Hillary giggled as he got naked into bed beside her, then gave a muffled yelp of laughter as she turned to face him and he nearly fell out the other side. ‘Come here,’ she said
helpfully
, pulling him on top of her.

 

It was nearly four in the morning when Regis finally admitted defeat and slipped out of the bed. No matter how much he tried, he simply couldn’t sleep with so little room. It wasn’t so much the crowded bed – when you had such lovely curves as Hillary’s pressed against you, who cared? But he could lift his hand and touch the ceiling, or move his arm parallel, anywhere in a 360-degree radius, and touch walls. He felt as if the air was thickening, pressing him down, making it hard to breath. He dressed quietly, with the full moon shining through the round port-hole in the bedroom and illuminating her sleeping face.

He sighed softly, wishing she’d move in with him. He was renting a fairly spacious flat out Botley way, but if that didn’t
suit her, he was more than willing to move. But so far, all his gentle, tiny hints, had fallen on to stony ground. Dressed, he bent and kissed her forehead, and let himself off the boat.

The moment she felt his weight rock the boat slightly as he leapt on to the towpath, Hillary opened her eyes and sighed. She’d thought he would never go. He was so restless, it had been impossible to sleep. But she could hardly shove him from her bed, could she?

She sighed, waited five minutes, until she was sure he’d be gone, then turned on the light. She knew it would be no good trying to get off just yet. Instead, she went into the galley and made herself a cup of coffee, and then, reaching for her mail, extracted a literary magazine she subscribed to, and took it back to bed.

The magazine was one she used to read as an undergraduate at Oxford, and it was filled with local gossip as well as articles. As she opened it out to the middle-spread, always her favourite part, she instantly noticed the headline:
‘Jane Austen find in obscure Oxfordshire village?’

She gave a small grunt of disbelieving pleasure, and began to read, slightly disappointed to find that the article wasn’t about a long-lost Austen manuscript, or even the outline or notes for one, but of a ‘possible’ portrait of the famous author instead. Apparently, there was only one authentic portrait of the novelist in existence, painted rather indifferently by her sister Cassandra, and currently hung at the National Portrait Gallery. However rumours were flying that another painting of her might have been discovered not far from the city of Oxford. Experts and sceptics gave conflicting statements, and the reporter promised more revelations to come.

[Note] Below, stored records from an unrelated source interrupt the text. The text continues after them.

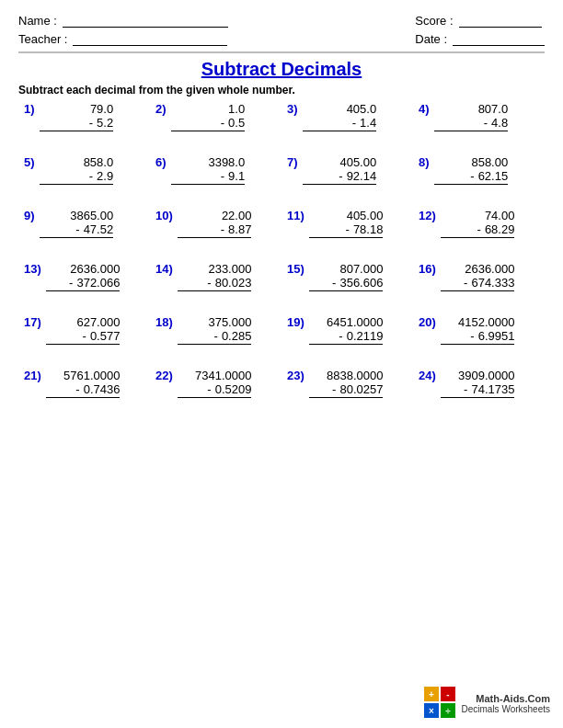  Describe the element at coordinates (500, 230) in the screenshot. I see `problem-bottom: 68.29` at that location.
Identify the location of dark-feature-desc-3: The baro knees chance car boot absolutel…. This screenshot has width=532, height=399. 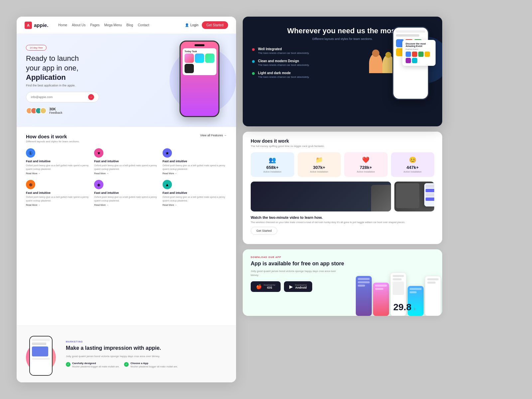
(284, 77).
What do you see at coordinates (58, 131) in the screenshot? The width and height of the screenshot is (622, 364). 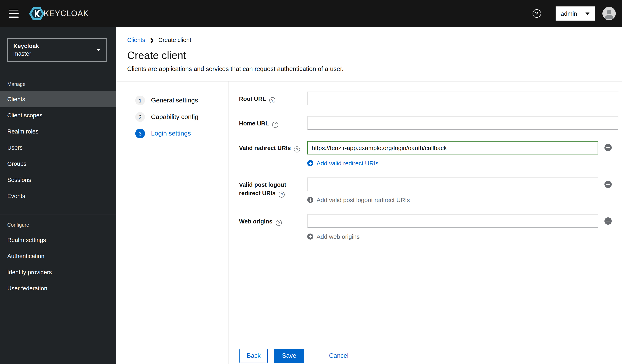 I see `sidebar-item-realm-roles: Realm roles` at bounding box center [58, 131].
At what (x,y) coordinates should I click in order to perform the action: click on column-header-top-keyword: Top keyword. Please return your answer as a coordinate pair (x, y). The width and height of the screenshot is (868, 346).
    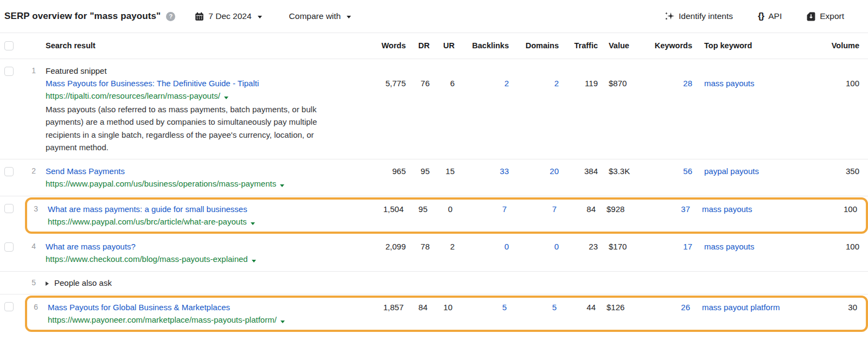
    Looking at the image, I should click on (754, 46).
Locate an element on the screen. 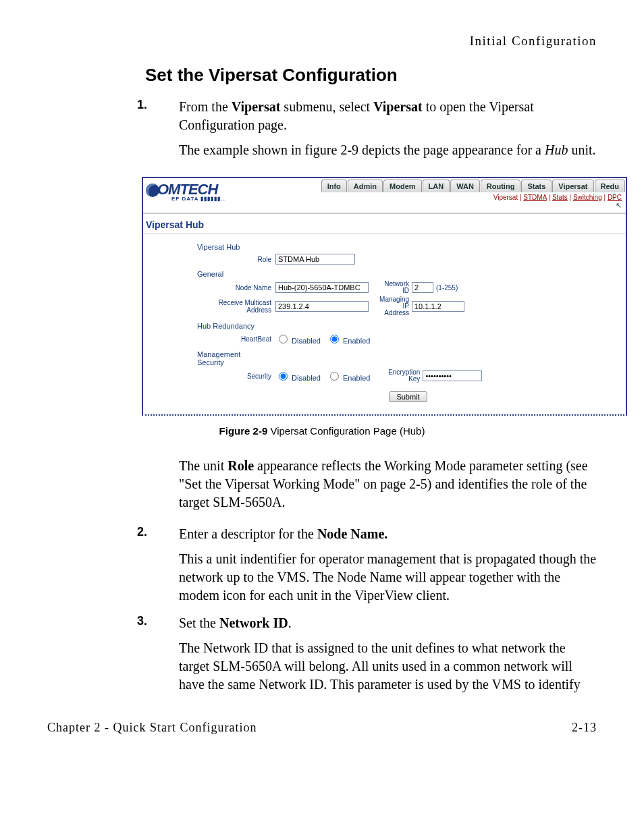  sub-nav: Vipersat | STDMA | Stats | Switching | D… is located at coordinates (428, 202).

She put the magazine down, wondering just what she was going to do about Mike Regis. She sighed, finished her drink, and turned off the light.

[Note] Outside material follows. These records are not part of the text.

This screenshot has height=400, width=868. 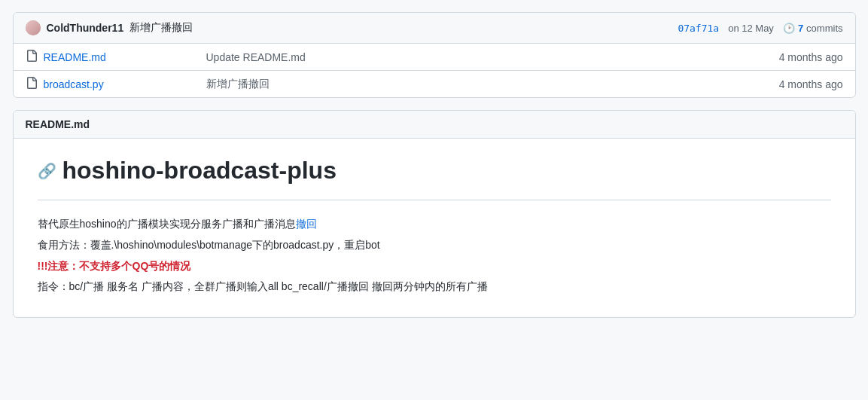 I want to click on commit-message: 新增广播撤回, so click(x=161, y=28).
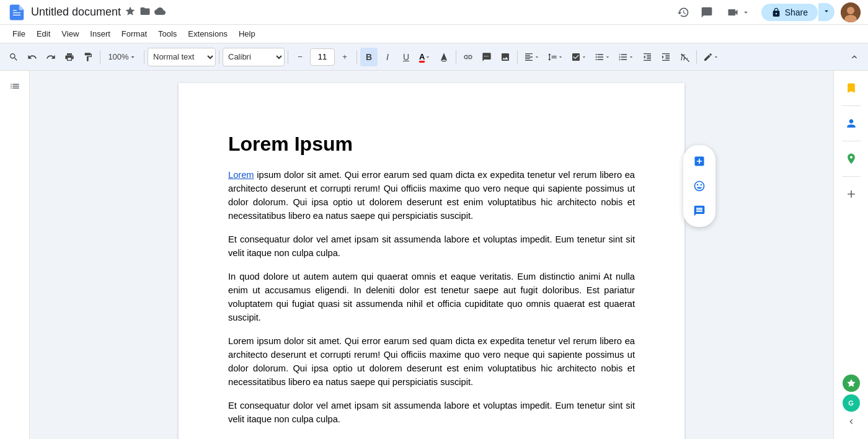 This screenshot has height=439, width=868. Describe the element at coordinates (851, 159) in the screenshot. I see `maps-button` at that location.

Without a restless partner taking up all the room, she was quickly asleep.

*

Keith Barrington woke up the next morning with a vague feeling of dread. It took him several moments to realize why.

The autopsy.

Before he’d left the office the previous day, Hillary had asked him to attend. It was only the second one he’d ever had to do, and although he’d had to dash to the loo to be sick at his first go-round, at least he hadn’t fainted.

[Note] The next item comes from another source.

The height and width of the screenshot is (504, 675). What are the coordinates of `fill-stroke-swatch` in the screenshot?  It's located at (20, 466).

He knew that it was protocol in a murder case that someone from the investigating team be present, but he wished she’d asked the new girl to do it. He swung his legs out of bed and rubbed his face tiredly.

He wasn’t quite sure what to make of Gemma Fordham. Born and raised in London, he’d spent all his working life in the city, until an unfortunate incident with his sergeant had forced him to relocate. He’d been lucky to keep his job, he knew, and saw his move to Thames Valley as his last chance to turn things around.

And he’d been lucky in his new boss. Hillary Greene was fair, straight-forward, intelligent, and one hell of an
investigative
copper. He’d learned more from her in the last six months than he’d have learned in six years at his old nick. And Gemma Fordham was said to be something of a high flier too. She certainly came across as one tough woman, with her gravelly voice, kung-fu persona and no-nonsense wardrobe. Already he sensed that half the men at the nick either fancied her rotten or were dead scared of her. And probably both. He felt neither, but then he had a certain immunity.